In 1757, Walpole built the Printing House in the grounds. In September 1759 he wrote to the Earl of Strafford “…I have begun to build a new printing-house, that the old one may make room for the Gallery and Round Tower.” It was finished at the end of October when he wrote again to Strafford “My new printing-house is finished, in order to pull down the old one, and lay the foundations next summer of my round tower.” It was in use by the end of the following May. Although it possessed no Gothic features, it was probably the most important building as it was the headquarters of Walpole’s private press, “the Offinia Arbuteana or the Strawberry Hill Press.” The first book issued from the press was an edition of the Odes of Thomas Gray (1757), Walpole’s old schoolfriend. Amongst Walpole’s own works printed here were the Mysterious Mother (1768), a blank-verse drama, and the Essay on Modern Gardening (1785). A work particularly important for its documentary value was issued from the press in 1774. This was Walpole’s Description of the Villa of Mr Horace Walpole at Strawberry Hill near Twickenham, with an inventory of the furniture, pictures, curiosities etc. The Description …was subsequently revised and reprinted in 1784, accompanied by engravings.
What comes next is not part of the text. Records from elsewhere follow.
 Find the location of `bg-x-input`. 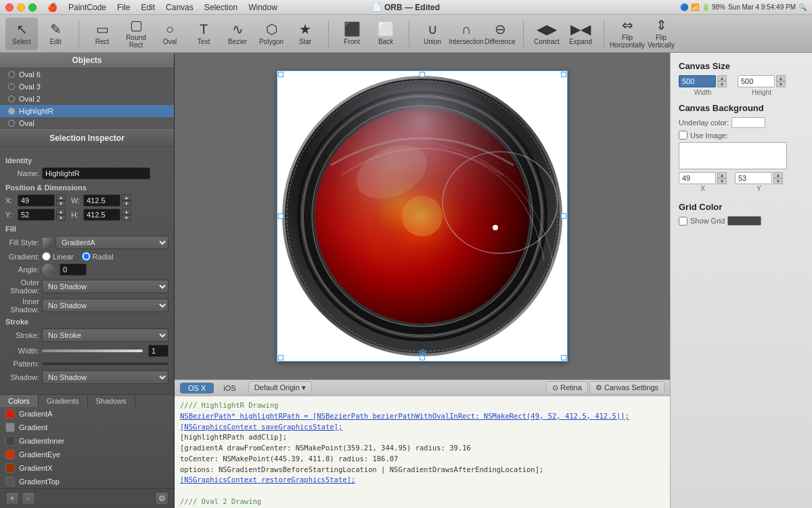

bg-x-input is located at coordinates (697, 178).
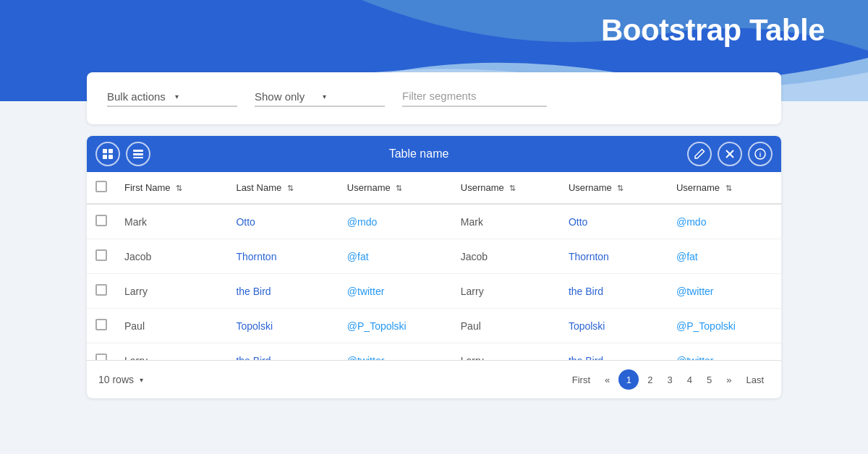 This screenshot has width=868, height=454. What do you see at coordinates (369, 188) in the screenshot?
I see `col-header-username-label: Username` at bounding box center [369, 188].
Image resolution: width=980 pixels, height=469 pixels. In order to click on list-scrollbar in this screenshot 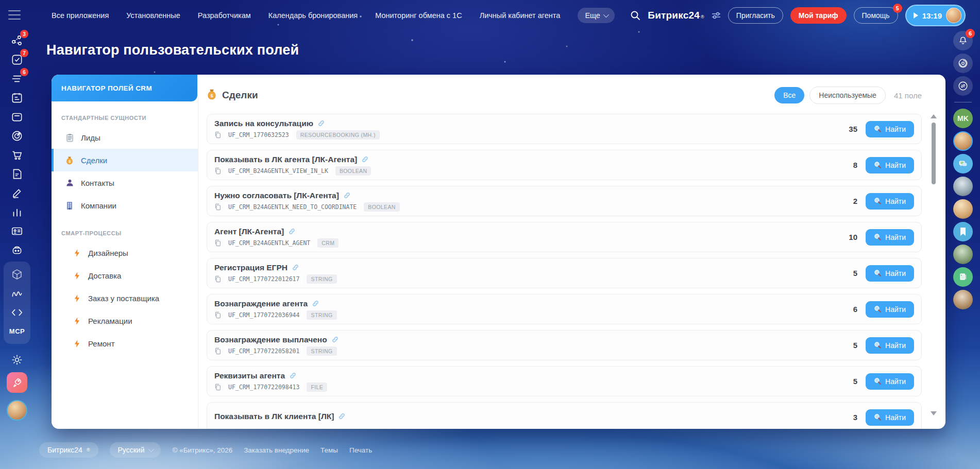, I will do `click(934, 270)`.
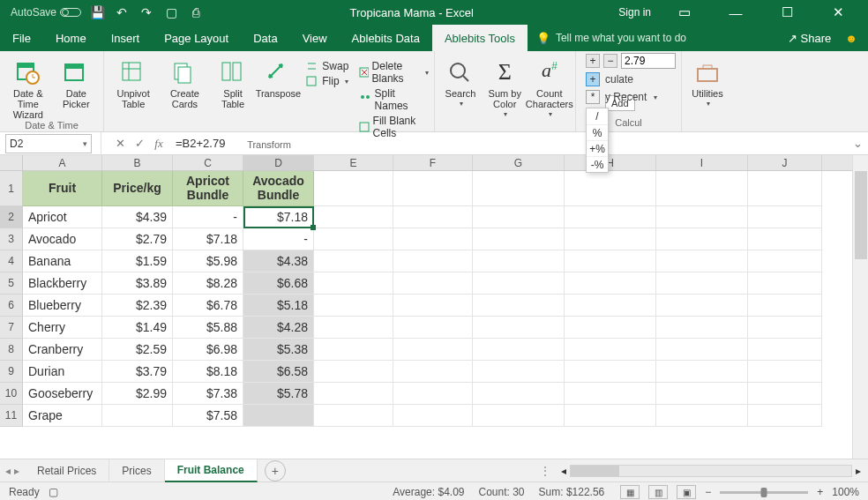  I want to click on cell: Gooseberry, so click(63, 393).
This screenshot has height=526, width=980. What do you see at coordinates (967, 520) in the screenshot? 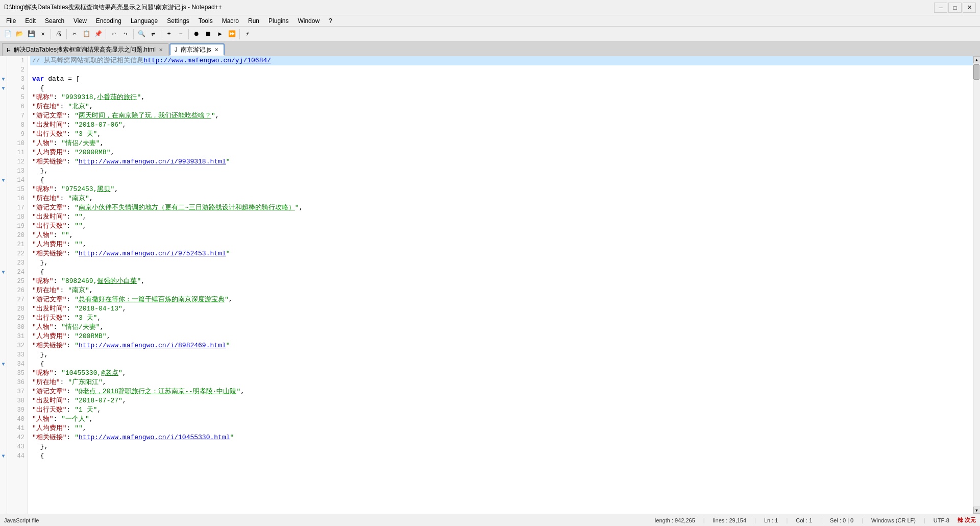
I see `npp-logo: 辣 次元` at bounding box center [967, 520].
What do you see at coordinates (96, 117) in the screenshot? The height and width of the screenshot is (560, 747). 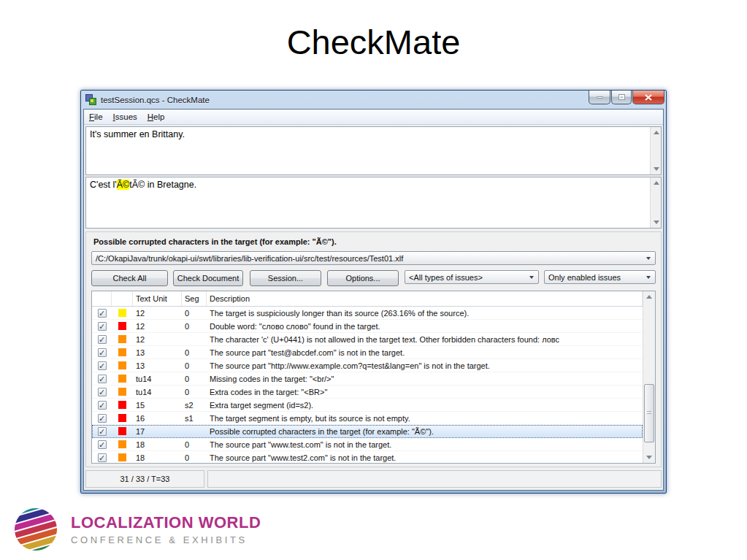 I see `menu-file: File` at bounding box center [96, 117].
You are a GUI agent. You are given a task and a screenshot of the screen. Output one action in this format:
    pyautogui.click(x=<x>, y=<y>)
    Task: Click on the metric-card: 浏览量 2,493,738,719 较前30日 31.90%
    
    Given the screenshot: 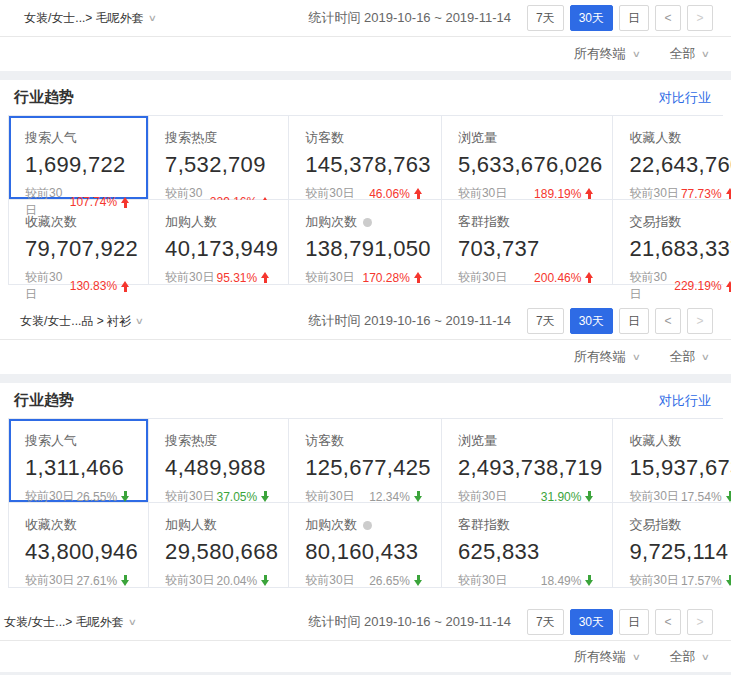 What is the action you would take?
    pyautogui.click(x=528, y=461)
    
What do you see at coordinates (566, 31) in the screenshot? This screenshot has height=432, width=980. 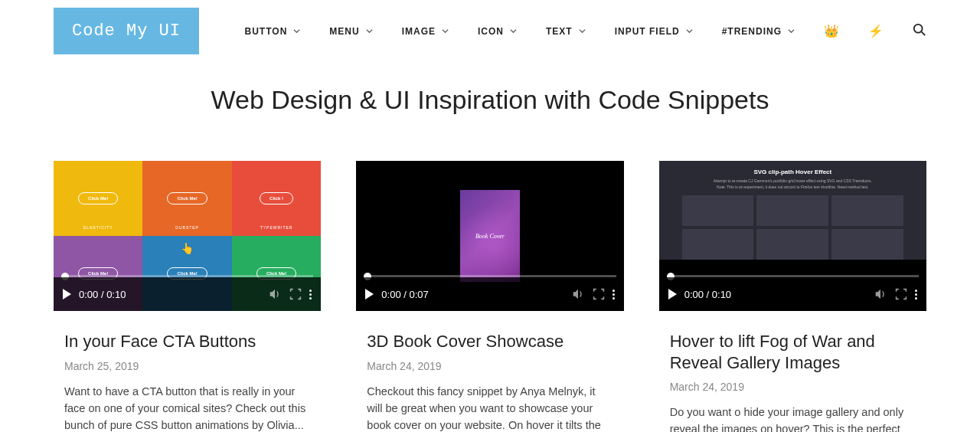 I see `nav-text: TEXT` at bounding box center [566, 31].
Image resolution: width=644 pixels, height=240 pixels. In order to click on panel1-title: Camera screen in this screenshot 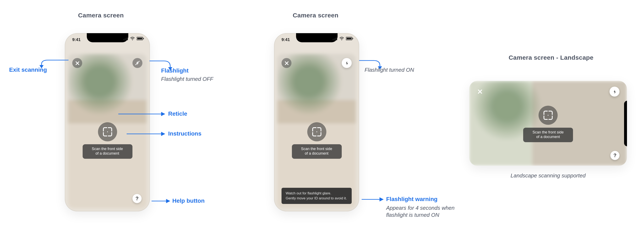, I will do `click(101, 15)`.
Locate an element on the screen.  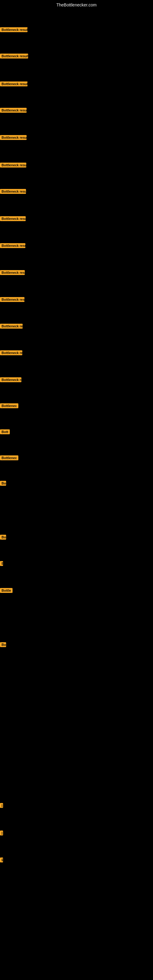
bottleneck-result-row-8: Bottleneck result is located at coordinates (13, 219).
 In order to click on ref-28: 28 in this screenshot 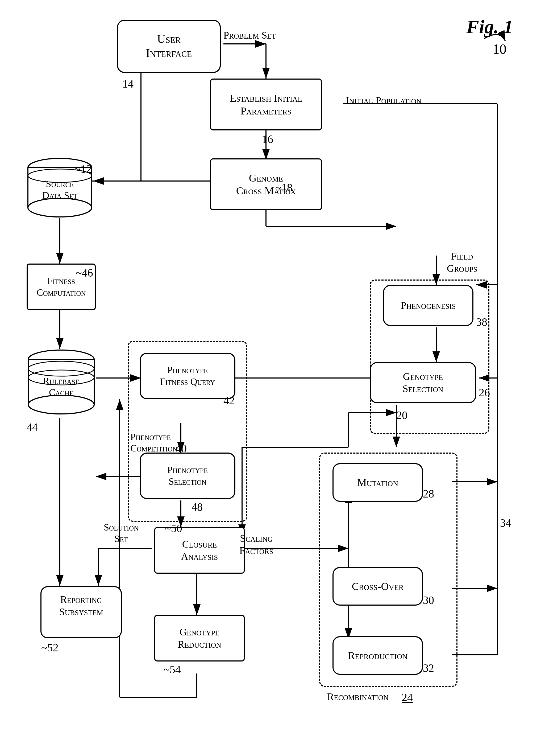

In circa1758, Walpole wrote the somewhat facetious Parish Register of Twickenham, a list, in octosyllable, of the local notables. The full text can be read in his Letters, volume 42, pp. 488-90. At the end of the piece Walpole wrote:

“…enough if I consign To lasting type their notes divine:Enough if Strawberry’s humble hill The title page of fame shall fill.”

In the celebrated “Gothick romance” The Castle of Otranto (1764), the author endeavoured to combine supernatural machinery and everyday characters in a work could be described as the first example of a genre which still persists in various forms today.

Walpole printed just 6 copies of Hieroglyphic Tales in 1785 , a collection of nonsense tales containing allusions to friends, their houses and families.